The World Is a libferris Filesystem
Listing 1. A Long Listing of a Directory with Explicit Metadata
$ fls -l \ --show-ea=size-human-readable,width,height,name 4.5k 48 46 emacs.png 1.9k 48 48 gnome-warning.png 3.2k 48 48 gnome-xterm.png 2.5k 48 48 gtkvim.png
Listing 2. Asking libferris itself to determine which EAs are of interest for the current directory and producing an XML document as output.
$ fls -0 --xml <ferrisls> <ferrisls url="file:///tmp/lj" name="lj" > <context size-human-readable="4.5k" protection-ls="-rw-r-----" mtime-display="05 Dec 4 23:39" name="emacs.png" width="48" height="46" /> ... </ferrisls> </ferrisls>
As mentioned previously, if you are sorting a directory on an EA that does not provide a complete ordering, you can chain together sorting predicates. For example, in Listing 3, I have sorted the output based on the numeric EA height and then used a version string sort on the name EA. A version sort is similar to the ls(1) -v option, which in Listing 3 has placed foo20.png after foo3.png. Such sorting is very useful when sorting by file type or MIME major type followed by name.
Listing 3. Sorting Your Output
$ fls --show-ea=width,height,size,name \ --ferris-sort='(:#:height)(:V:name)' 48 48 1968 gnome-warning.png 48 48 3253 gnome-xterm.png 48 48 2550 gtkvim.png 48 46 4589 emacs.png 48 46 4589 foo3.png 48 46 4589 foo20.png
The two concepts of files forming a tree and files having key-value pairs attached to them are similar to the structure of XML. With libferris, you can poke inside XML documents as though they were just another filesystem. For example, see Listing 4.
Listing 4. Initial Exploration of XML as a Filesystem
$ cat example.xml <root> <file1 size="200" /> <file2 interesting="yes" /> <file3>filesystems rock </file3> </root> $ fls -0 ./example.xml/root file1 file2 file3 $ fls -d --show-ea=name,interesting \ ./example.xml/root/file2 file2 yes $ fcat example.xml/root/file3 filesystems rock
By interacting with your filesystem, you can cause updates on the underlying XML document as well. The ferris-redirect client exists to allow shell-like redirection into libferris files. The -T or --trunc option truncates an existing file before writing stdin into it. This is much like the >| shell option. As you can see from the interaction in Listing 5, we have changed the structure of the example.xml document significantly through filesystem interaction.
Listing 5. Changing an XML File through Its Filesystem
$ echo "VIRTUAL filesystems rock more" | \ ferris-redirect -T ./example.xml/root/file3 $ echo "a new way" | \ ferris-redirect ./example.xml/root/file4 $ ferrisrm ./example.xml/root/file2 $ ftouch ./example.xml/root/touched $ cat example.xml <?xml version="1.0" encoding="UTF-8" standalone="no" ?> <root> <file1 size="200"/> <file3>VIRTUAL filesystems rock more </file3> <file4>a new way </file4> <touched/> </root>
As many modern word-processing documents are XML inside a compressed container, libferris allows you to drill down into the office document as though it were a filesystem. In Listing 6, I am listing a simple OpenOffice.org Writer document as a filesystem.
Listing 6. OpenOffice.org Documents Are Filesystems Too
$ fls -lh show-ea=size,name,content \ ~/sample-oo-writer.odt/content.xml/ \ office:document-content/office:body/office:text 0 office:forms 18 text:p Paragraph number 1 0 text:p-1 116 text:p-2 This is the second paragraph ... 0 text:p-3 39 text:p-4 And in summary, this is really... 0 text:p=5 0 text:sequence-decls
A Xerces-C Document Object Model (DOM) can be obtained for any libferris filesystem, just as a Xerces-C DOM can be mounted as a libferris filesystem. Creation of a DOM for a filesystem is evaluated lazily, so you can get a DOM for file:// and only the parts of the DOM that are required are ever created.
The ability to convert any libferris filesystem into a DOM allows you to apply XSLT to your filesystems easily. The example C++ code in Listing 7 applies a stylesheet to a mounted OpenOffice.org document.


Assignment: Return a copy of every line in the records that includes the word "anchor".

Records provided:
—————

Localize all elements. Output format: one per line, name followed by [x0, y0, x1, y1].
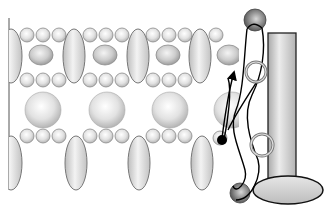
membrane-diagram — [0, 0, 326, 217]
lipid-head-small — [83, 129, 97, 143]
lattice-clipped — [0, 28, 250, 190]
lipid-head-small — [178, 129, 192, 143]
lipid-head-small — [146, 28, 160, 42]
lipid-head-small — [162, 129, 176, 143]
lipid-core-medium — [156, 45, 180, 65]
lipid-head-small — [20, 73, 34, 87]
tether-line — [236, 28, 264, 200]
lipid-tail-ellipse-lower — [128, 136, 150, 190]
lipid-tail-ellipse — [0, 29, 22, 83]
lipid-tail-ellipse — [189, 29, 211, 83]
lipid-head-small — [52, 129, 66, 143]
lipid-head-small — [52, 28, 66, 42]
lipid-tail-ellipse-lower — [65, 136, 87, 190]
lipid-head-small — [99, 28, 113, 42]
lipid-head-small — [162, 73, 176, 87]
lipid-tail-ellipse — [63, 29, 85, 83]
anchor-protein — [213, 9, 323, 204]
lipid-head-small — [36, 73, 50, 87]
ring-clamp-highlight — [246, 62, 266, 82]
lipid-head-small — [52, 73, 66, 87]
lipid-head-small — [146, 129, 160, 143]
lipid-head-small — [83, 28, 97, 42]
lipid-head-small — [178, 28, 192, 42]
lipid-core-large — [25, 92, 61, 128]
lipid-tail-ellipse-lower — [0, 136, 22, 190]
lipid-core-large — [89, 92, 125, 128]
lipid-head-small — [115, 129, 129, 143]
lipid-core-medium — [217, 45, 241, 65]
lipid-head-small — [20, 129, 34, 143]
lipid-core-medium — [93, 45, 117, 65]
lipid-tail-ellipse — [127, 29, 149, 83]
lipid-head-small — [178, 73, 192, 87]
protein-rod — [268, 33, 296, 183]
lipid-head-small — [209, 28, 223, 42]
lipid-head-small — [83, 73, 97, 87]
lipid-head-small — [99, 129, 113, 143]
diagram-svg — [0, 0, 326, 217]
lipid-head-small — [36, 28, 50, 42]
lipid-core-medium — [29, 45, 53, 65]
lipid-head-small — [115, 28, 129, 42]
lipid-head-small — [162, 28, 176, 42]
anchor-dot — [217, 135, 227, 145]
lipid-lattice — [0, 18, 250, 190]
lipid-head-small — [146, 73, 160, 87]
protein-base-ellipse — [253, 176, 323, 204]
lipid-head-small — [20, 28, 34, 42]
lipid-tail-ellipse-lower — [191, 136, 213, 190]
lipid-core-large — [152, 92, 188, 128]
lipid-head-small — [115, 73, 129, 87]
lipid-head-small — [36, 129, 50, 143]
lipid-head-small — [99, 73, 113, 87]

—————

Reply to the task:
anchor-protein — [213, 9, 323, 204]
anchor-dot — [217, 135, 227, 145]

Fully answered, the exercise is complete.